Efficient Sparse Processing-in-Memory Architecture (ESPIM) for Machine Learning Inference
Mingxuan He, Mithuna Thottethodi, T. N. Vijaykumar
TL;DR
The paper addresses the memory pin bandwidth bottleneck in MV inference for modern ML models by extending digital processing-in-memory to handle unstructured sparsity efficiently. ESPIM builds on Newton with four coordinated innovations—fine-grained interleaving, static data-dependent scheduling, decoupled prefetching of indices and values, and a simplified, conflict-aware switch—to preserve the benefits of vector broadcasts while accommodating sparse matrices. Empirical results show ESPIM achieving about 2x average speedup over Newton (up to 4.2x) and around 34% lower energy (up to 63%) with under 5% area increase, while enabling robust performance across dense and sparse configurations and various bank counts. The work demonstrates that sparse PIM architectures can effectively accelerate ML inference at the edge, offering substantial gains over non-PIM systems and existing PIM approaches, particularly for transformer-style workloads with moderate sparsity.
Abstract
Emerging machine learning (ML) models (e.g., transformers) involve memory pin bandwidth-bound matrix-vector (MV) computation in inference. By avoiding pin crossings, processing in memory (PIM) can improve performance and energy for pin-bound workloads, as evidenced by recent commercial efforts in (digital) PIM. Sparse models can improve performance and energy of inference without losing much accuracy. However, unstructured sparse inference injects the key challenges of uncertainty, irregularity, and load imbalance into a dense PIM's operation across all the banks. The dense PIM reads the matrix cells from each bank and broadcasts the vector elements to all the banks exploiting DRAM organization. To address these challenges efficiently, we propose ESPIM which makes four contributions: (1) Because matrix sparsity increases the vector broadcast bandwidth demand per matrix column-read, ESPIM employs a fine-grained interleaving of the matrix cells so that each vector broadcast is shared among multiple rows in each bank, cutting the bandwidth demand. (2) ESPIM mostly avoids on-chip control's area and energy despite sparsity's uncertainties by exploiting the observation that the sparsity is data-dependent but static and known before inference. Accordingly, ESPIM employs static data-dependent scheduling (SDDS) (3) ESPIM decouples the matrix cell values and their indices, placing the indices ahead of the values to enable prefetching of the vector elements. We extend SDDS for performance and correctness with the decoupled prefetching. (4) Finally, we simplify the switch required to select the vector elements that match the matrix cells. We extend SDDS to improve performance by reducing conflicts in the simplified switch. In our simulations, ESPIM achieves 2x average (up to 4.2x) speedup over and 34% average (up to 63%) lower energy than Newton while incurring under 5% area.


Task details:
Show every line in the records below that contains the word "Capital".

*** Material for this exercise ***

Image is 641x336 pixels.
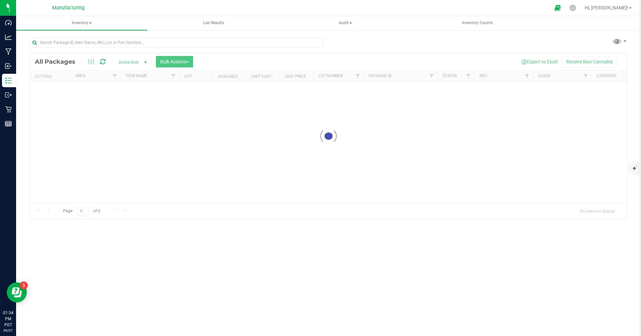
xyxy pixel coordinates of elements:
span: Inventory Counts [453,20,502,26]
iframe: Resource center unread badge [20,281,28,289]
a: Audit [280,16,411,30]
inline-svg: Inbound [5,63,12,69]
a: Inventory [16,16,147,30]
a: Inventory Counts [411,16,543,30]
a: Lab Results [148,16,279,30]
inline-svg: Manufacturing [5,48,12,55]
inline-svg: Reports [5,120,12,127]
div: Manage settings [568,5,577,11]
iframe: Resource center [7,282,27,302]
span: Open Ecommerce Menu [550,1,565,14]
input: Search Package ID, Item Name, SKU, Lot or Part Number... [29,38,323,48]
inline-svg: Analytics [5,34,12,41]
p: 09/27 [3,328,13,333]
span: Audit [280,16,410,30]
inline-svg: Dashboard [5,19,12,26]
inline-svg: Retail [5,106,12,113]
span: Manufacturing [52,5,84,11]
p: 01:34 PM PDT [3,310,13,328]
inline-svg: Outbound [5,91,12,98]
span: Hi, [PERSON_NAME]! [584,5,628,10]
span: Lab Results [194,20,233,26]
inline-svg: Inventory [5,77,12,84]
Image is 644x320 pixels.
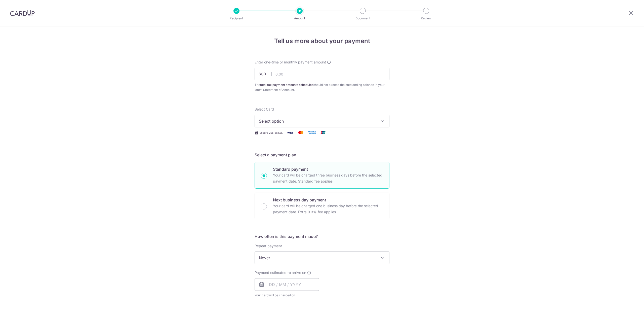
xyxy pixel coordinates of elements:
h5: How often is this payment made? [255,233,389,239]
img: CardUp [10,10,35,16]
h5: Select a payment plan [255,152,389,158]
img: American Express [307,129,317,136]
span: Never [255,252,389,264]
span: Select option [259,118,376,124]
span: Enter one-time or monthly payment amount [255,59,326,65]
img: Union Pay [318,129,328,136]
b: total tax payment amounts scheduled [260,83,314,87]
span: Your card will be charged on [255,293,319,298]
span: SGD [259,71,272,76]
input: DD / MM / YYYY [255,278,319,291]
p: Document [344,16,382,21]
h4: Tell us more about your payment [255,36,389,46]
p: Review [408,16,445,21]
span: Payment estimated to arrive on [255,270,306,275]
span: translation missing: en.payables.payment_networks.credit_card.summary.labels.select_card [255,107,274,111]
p: Recipient [218,16,255,21]
div: The should not exceed the outstanding balance in your latest Statement of Account. [255,83,389,92]
iframe: Opens a widget where you can find more information [612,305,639,317]
input: 0.00 [255,68,389,81]
span: Secure 256-bit SSL [260,131,283,135]
p: Next business day payment [273,197,383,203]
label: Repeat payment [255,244,282,249]
p: Standard payment [273,166,383,172]
button: Select option [255,115,389,127]
img: Mastercard [296,129,306,136]
p: Your card will be charged one business day before the selected payment date. Extra 0.3% fee applies. [273,203,383,215]
p: Amount [281,16,318,21]
img: Visa [285,129,295,136]
p: Your card will be charged three business days before the selected payment date. Standard fee appl... [273,172,383,184]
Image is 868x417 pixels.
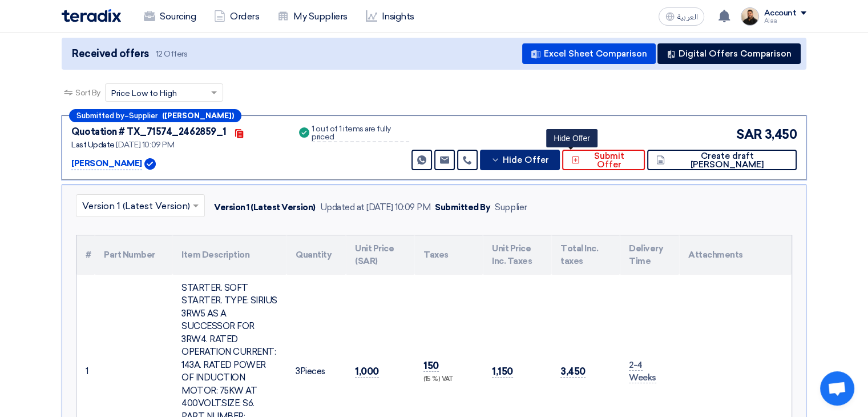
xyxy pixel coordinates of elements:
div: Hide Offer [546,129,597,147]
span: Price Low to High [111,87,177,99]
img: Verified Account [145,158,156,170]
button: Submit Offer [562,150,645,170]
span: 12 Offers [156,49,188,59]
span: Create draft [PERSON_NAME] [668,152,788,169]
th: Total Inc. taxes [551,235,620,275]
th: Taxes [414,235,483,275]
div: Open chat [820,371,854,406]
span: Last Update [71,140,115,150]
p: [PERSON_NAME] [71,157,142,171]
span: Submit Offer [582,152,635,169]
span: العربية [677,13,697,21]
th: Quantity [286,235,346,275]
span: 3,450 [764,125,796,144]
span: 1,150 [492,366,513,378]
span: Submitted by [77,112,124,119]
span: 3 [296,366,300,376]
button: Hide Offer [480,150,560,170]
div: Supplier [494,201,527,214]
span: Hide Offer [503,156,549,165]
div: Updated at [DATE] 10:09 PM [320,201,431,214]
th: Part Number [95,235,172,275]
button: Digital Offers Comparison [657,44,801,64]
span: SAR [736,125,763,144]
th: Delivery Time [620,235,679,275]
span: [DATE] 10:09 PM [116,140,174,150]
span: Received offers [72,46,149,62]
th: # [77,235,95,275]
button: Excel Sheet Comparison [522,44,655,64]
img: MAA_1717931611039.JPG [741,7,759,26]
div: Version 1 (Latest Version) [214,201,316,214]
div: 1 out of 1 items are fully priced [312,125,408,142]
span: 150 [423,360,439,372]
span: Supplier [129,112,158,119]
a: Orders [205,4,268,29]
div: Submitted By [435,201,490,214]
th: Attachments [679,235,791,275]
a: My Suppliers [268,4,356,29]
span: 2-4 Weeks [629,360,656,384]
div: (15 %) VAT [423,375,473,385]
th: Unit Price Inc. Taxes [483,235,551,275]
div: Account [763,9,796,18]
span: 3,450 [561,366,586,378]
span: 1,000 [355,366,379,378]
a: Sourcing [135,4,205,29]
div: Quotation # TX_71574_2462859_1 [71,125,226,139]
th: Item Description [172,235,286,275]
div: – [69,109,241,122]
span: Sort By [75,87,100,99]
b: ([PERSON_NAME]) [162,112,234,119]
button: Create draft [PERSON_NAME] [647,150,796,170]
button: العربية [658,7,704,26]
img: Teradix logo [62,9,121,22]
div: Alaa [763,17,806,24]
a: Insights [357,4,423,29]
th: Unit Price (SAR) [346,235,414,275]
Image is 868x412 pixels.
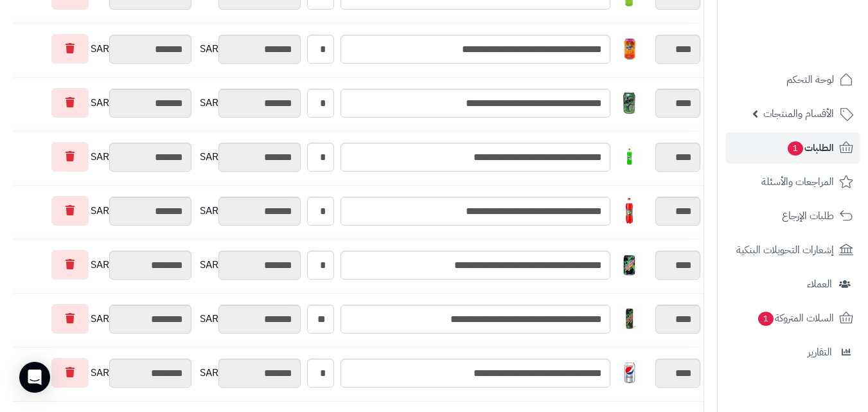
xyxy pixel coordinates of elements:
[763,105,834,122] span: الأقسام والمنتجات
[6,250,191,280] div: SAR
[726,201,860,232] a: طلبات الإرجاع
[198,304,300,334] div: SAR
[6,34,191,64] div: SAR
[198,88,300,118] div: SAR
[616,36,643,62] img: 1747575099-708d6832-587f-4e09-b83f-3e8e36d0-40x40.jpg
[726,269,860,300] a: العملاء
[808,343,832,361] span: التقارير
[6,304,191,334] div: SAR
[616,90,643,115] img: 1747575813-723a6ae2-fa60-4825-88e0-7228c659-40x40.jpg
[198,251,300,280] div: SAR
[198,359,300,387] div: SAR
[756,309,834,327] span: السلات المتروكة
[198,35,300,64] div: SAR
[616,252,643,277] img: 1747589162-6e7ff969-24c4-4b5f-83cf-0a0709aa-40x40.jpg
[6,88,191,118] div: SAR
[736,241,834,259] span: إشعارات التحويلات البنكية
[787,141,804,156] span: 1
[726,303,860,334] a: السلات المتروكة1
[726,337,860,368] a: التقارير
[726,132,860,163] a: الطلبات1
[6,196,191,225] div: SAR
[786,139,834,156] span: الطلبات
[616,198,643,224] img: 1747576154-71HSOaQoWcL._AC_SL1500-40x40.jpg
[198,142,300,171] div: SAR
[726,64,860,95] a: لوحة التحكم
[6,142,191,171] div: SAR
[616,360,643,386] img: 1747593334-qxF5OTEWerP7hB4NEyoyUFLqKCZryJZ6-40x40.jpg
[761,173,834,191] span: المراجعات والأسئلة
[616,144,643,170] img: 1747575982-1af27900-8913-4156-a61e-3b4e33df-40x40.jpg
[726,167,860,197] a: المراجعات والأسئلة
[6,358,191,387] div: SAR
[786,70,834,88] span: لوحة التحكم
[198,197,300,225] div: SAR
[807,275,832,293] span: العملاء
[726,235,860,266] a: إشعارات التحويلات البنكية
[757,311,774,326] span: 1
[616,306,643,331] img: 1747589449-eEOsKJiB4F4Qma4ScYfF0w0O3YO6UDZQ-40x40.jpg
[781,9,856,36] img: logo-2.png
[19,362,50,393] div: Open Intercom Messenger
[782,207,834,225] span: طلبات الإرجاع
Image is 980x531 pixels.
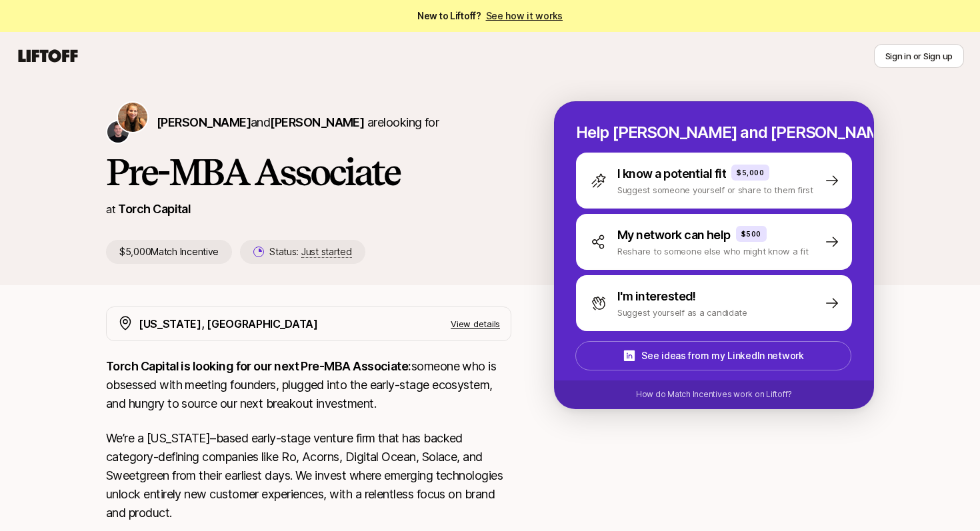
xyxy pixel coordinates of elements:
[417,8,563,24] span: New to Liftoff?
[270,244,351,260] p: Status:
[576,342,852,371] button: See ideas from my LinkedIn network
[618,287,696,306] p: I'm interested!
[874,44,964,68] button: Sign in or Sign up
[106,201,115,218] p: at
[636,388,792,400] p: How do Match Incentives work on Liftoff?
[106,430,511,522] p: We’re a [US_STATE]–based early-stage venture firm that has backed category-defining companies lik...
[301,246,352,258] span: Just started
[576,124,852,142] p: Help [PERSON_NAME] and [PERSON_NAME] hire
[450,317,500,330] p: View details
[618,183,813,197] p: Suggest someone yourself or share to them first
[157,113,438,132] p: are looking for
[641,348,803,364] p: See ideas from my LinkedIn network
[618,245,809,258] p: Reshare to someone else who might know a fit
[118,202,190,216] a: Torch Capital
[106,359,412,373] strong: Torch Capital is looking for our next Pre-MBA Associate:
[157,115,251,129] span: [PERSON_NAME]
[486,10,564,21] a: See how it works
[107,121,128,143] img: Christopher Harper
[618,165,726,183] p: I know a potential fit
[618,306,748,319] p: Suggest yourself as a candidate
[251,115,364,129] span: and
[106,357,511,413] p: someone who is obsessed with meeting founders, plugged into the early-stage ecosystem, and hungry...
[737,167,764,178] p: $5,000
[618,226,731,245] p: My network can help
[118,102,147,132] img: Katie Reiner
[106,152,511,192] h1: Pre-MBA Associate
[741,228,761,239] p: $500
[270,115,364,129] span: [PERSON_NAME]
[106,240,232,264] p: $5,000 Match Incentive
[139,315,318,333] p: [US_STATE], [GEOGRAPHIC_DATA]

***

Completed exercise:
[118,202,190,216] a: Torch Capital
[106,359,412,373] strong: Torch Capital is looking for our next Pre-MBA Associate:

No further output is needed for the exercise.